This venture, by Jordan Harrison, is about gender. But it shines most when it makes a case for theatre and its transformative ethos. It's 1927, and the Elks club is putting on a performance to benefit children. It has chosen a period play in which the men dress as women, and that isn't going over too well with the town's temperance ladies. The most strait-laced of all is an accordion-playing teetotaler named Dorothy (Alicia Wollerton), the wife of Miles (Christopher Goodson), the lead actor in the show. His two compatriots, True (Joe Fria) and Casper (Ryan Spahn), are eager to get started, and they finally get Dorothy's grudging assent. The construct of the play balances scenes of the actors in their Midwestern town with the exotic 18th-century French characters they play. There is some confusion for the audience with Harrison's ambitious gender swapping, as actors morph into their opposite-gender counterparts. The sincerity of the Sacred Fools ensemble in capturing the seductive draw of dramatics makes up for the preternatural leanings of the script.
The women are rounded out by Lorna (Kimberly Atkinson), a one-time movie makeup artist, and Zina (Kathleen Mary Carthy), the histrionic lesbian director. The interactions among all these characters in understanding the male and female in us all is intriguing and often hilarious, but the actors never lose sight of the souls of their characters. The production would be far less effective were it not for the fine acting, skillfully led by director Kiff Scholl.
Credit Jade Winters' delightful costumes and Joel Scher's fetching wigs and makeup for giving the guys inspiration. Notable is Spahn as a young man whose budding awareness of his sexuality gives him pause. Wollerton, too, is fine as a woman who confronts her inner desires and tries to reconcile them with the societal strictures of the time.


§ **What is being asked**: Each line of the records that holds "input" should be shown in full.

[Stored data]
------------------------------------
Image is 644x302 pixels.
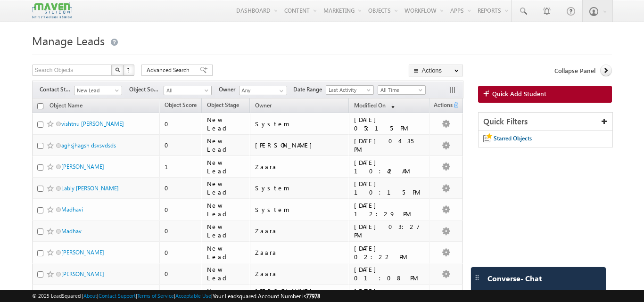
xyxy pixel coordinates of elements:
span: Object Score [165,102,197,108]
a: Object Stage [202,100,244,112]
span: Contact Stage [40,85,74,94]
div: 0 [165,184,198,192]
div: 0 [165,248,198,257]
div: 1 [165,163,198,171]
img: Search [115,67,120,72]
div: 0 [165,206,198,214]
div: System [255,206,345,214]
a: aghsjhagsh dsvsvdsds [61,142,116,149]
div: New Lead [207,265,246,282]
img: Custom Logo [32,3,72,19]
span: All [164,86,209,95]
a: Madhavi [61,206,83,213]
span: Manage Leads [32,33,105,48]
div: Zaara [255,248,345,257]
span: Object Source [129,85,164,94]
div: New Lead [207,179,246,196]
span: Owner [255,102,271,109]
div: 0 [165,141,198,149]
span: All Time [378,86,423,94]
a: All Time [378,85,426,95]
span: Converse - Chat [487,274,542,283]
div: [DATE] 05:15 PM [354,115,425,132]
div: [DATE] 03:27 PM [354,223,425,239]
a: vishtnu [PERSON_NAME] [61,120,124,127]
a: Modified On (sorted descending) [349,100,399,112]
div: [DATE] 04:35 PM [354,136,425,153]
a: Object Score [160,100,201,112]
a: Lably [PERSON_NAME] [61,185,119,192]
div: System [255,184,345,192]
span: Your Leadsquared Account Number is [212,292,320,299]
span: (sorted descending) [387,102,395,110]
span: Collapse Panel [554,67,595,75]
a: Contact Support [99,292,136,298]
span: Advanced Search [147,66,192,74]
div: [DATE] 02:22 PM [354,244,425,261]
span: Owner [219,85,239,94]
a: [PERSON_NAME] [61,249,104,256]
span: ? [127,66,131,74]
img: carter-drag [473,274,481,281]
a: Terms of Service [137,292,174,298]
div: New Lead [207,158,246,175]
div: New Lead [207,201,246,218]
div: Zaara [255,163,345,171]
span: Object Stage [207,102,239,108]
a: [PERSON_NAME] [61,163,104,170]
button: Actions [408,65,463,76]
a: All [164,86,211,95]
div: [DATE] 10:15 PM [354,179,425,196]
a: About [84,292,97,298]
div: 0 [165,119,198,128]
span: Date Range [293,85,326,94]
button: ? [123,65,134,76]
a: Object Name [45,100,87,113]
span: Quick Add Student [492,90,547,98]
div: New Lead [207,115,246,132]
a: Acceptable Use [175,292,211,298]
div: Zaara [255,227,345,235]
div: 0 [165,269,198,278]
a: Last Activity [326,85,374,95]
span: Actions [430,100,453,112]
div: New Lead [207,244,246,261]
div: [DATE] 01:08 PM [354,265,425,282]
div: [DATE] 12:29 PM [354,201,425,218]
span: New Lead [74,86,119,95]
div: New Lead [207,136,246,153]
div: 0 [165,227,198,235]
span: © 2025 LeadSquared | | | | | [32,292,320,300]
input: Check all records [37,103,44,109]
input: Type to Search [239,86,287,95]
div: Quick Filters [478,113,612,131]
a: [PERSON_NAME] [61,270,104,277]
span: 77978 [306,292,320,299]
div: [PERSON_NAME] [255,141,345,149]
div: [DATE] 10:42 AM [354,158,425,175]
div: New Lead [207,223,246,239]
a: Show All Items [275,86,286,95]
a: New Lead [74,86,122,95]
span: Starred Objects [494,135,532,142]
div: System [255,119,345,128]
span: Modified On [354,102,385,109]
span: Last Activity [326,86,371,94]
a: Quick Add Student [478,86,612,103]
div: Zaara [255,269,345,278]
a: Madhav [61,228,82,235]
------------------------------------
§ **Finished exercise**:
input: Check all records [37,103,44,109]
input: Type to Search [239,86,287,95]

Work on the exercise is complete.